Response by poster: Thanks for the replies and messages, folks. I haven't had a chance to get back to everyone yet, but I will this weekend.

One request: this question is specifically asking for advice on finding a mentor or a community of folks going through this process. Please do not ignore that question and instead direct me to stop going to school / go to a different school / get a different type of job / etc. I appreciate the well-meaning nature of these replies, but they are off-topic. Thanks!
posted by lazaruslong at 3:27 PM on October 12, 2018


My friend started Code Buddies -- it's not filtered on anything except 'people who are trying to learn to code', but you might be able to find companionship, if not a mentor, there.

Another on-topic answer that meanders through off-topic advice:

My experience with people using formal education as a strategy is usually Chinese / Indian / Russian students in US masters programs, there to re-credential at maybe age 30. i.e. no one here knows what the hell Beijing Normal University is, but they know what CMU is.

They're also there to tap the school's rich pool of recruiters / career services.
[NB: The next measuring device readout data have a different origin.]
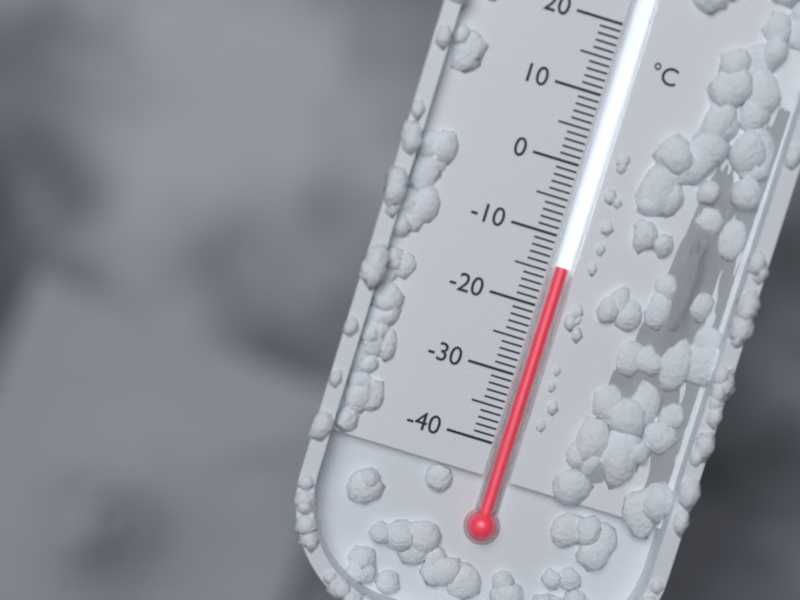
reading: -14 °C
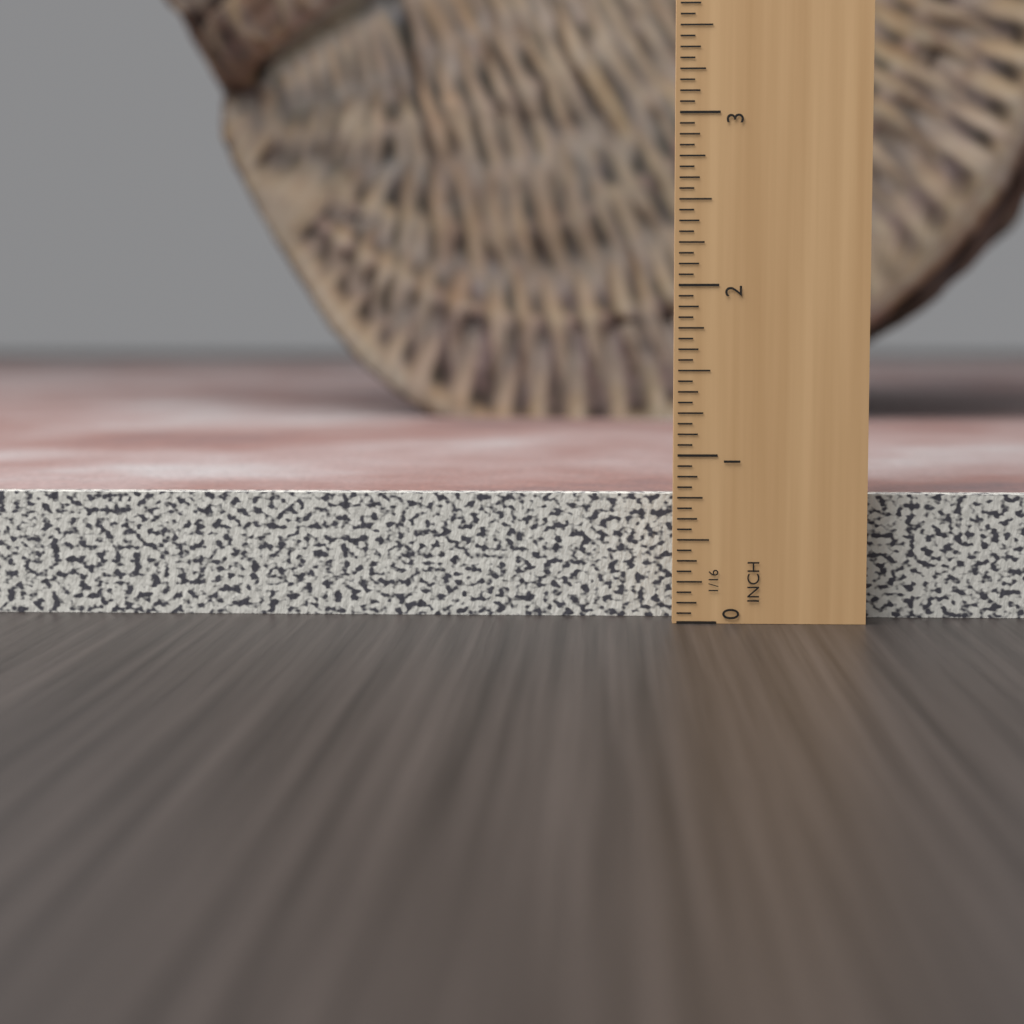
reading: 0.7500 in
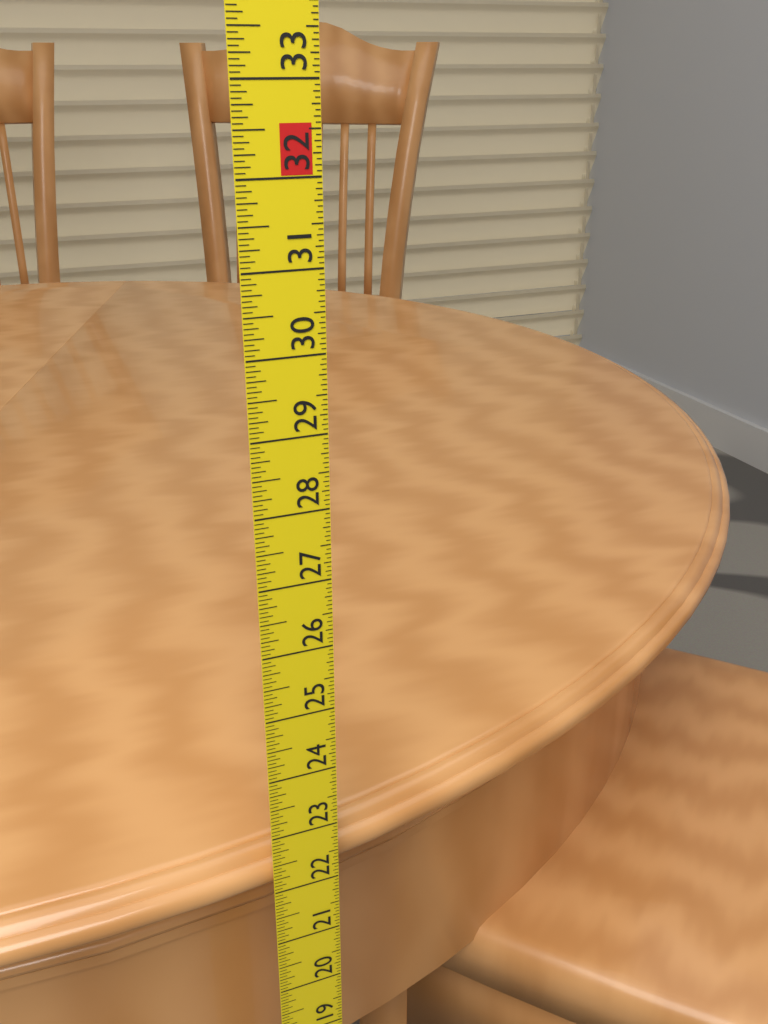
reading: 22.5000 in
This is the time of year where the free food and resume review workshops flow freely, right? Show up to those.

Why? I know you're looking for a remote-only situation, but I think the best way there is via an internship at an established company (which you will get by attending these recruiting events and dropping your resume at people), getting a mentor there, maybe doing a year or two at a large company, and using that credential as a springboard into a smaller company that is permissive of remote work.
posted by batter_my_heart at 7:55 PM on October 12, 2018 [2 favorites]


Network via conferences, meetups, and groups like Code Newbie. From what I hear, Barcamp Philly is welcoming to people from diverse backgrounds.
posted by tofu_crouton at 2:06 AM on October 13, 2018 [2 favorites]


Response by poster: Thank you all for the really great replies, there's some awesome stuff in here. I appreciate your time and wisdom.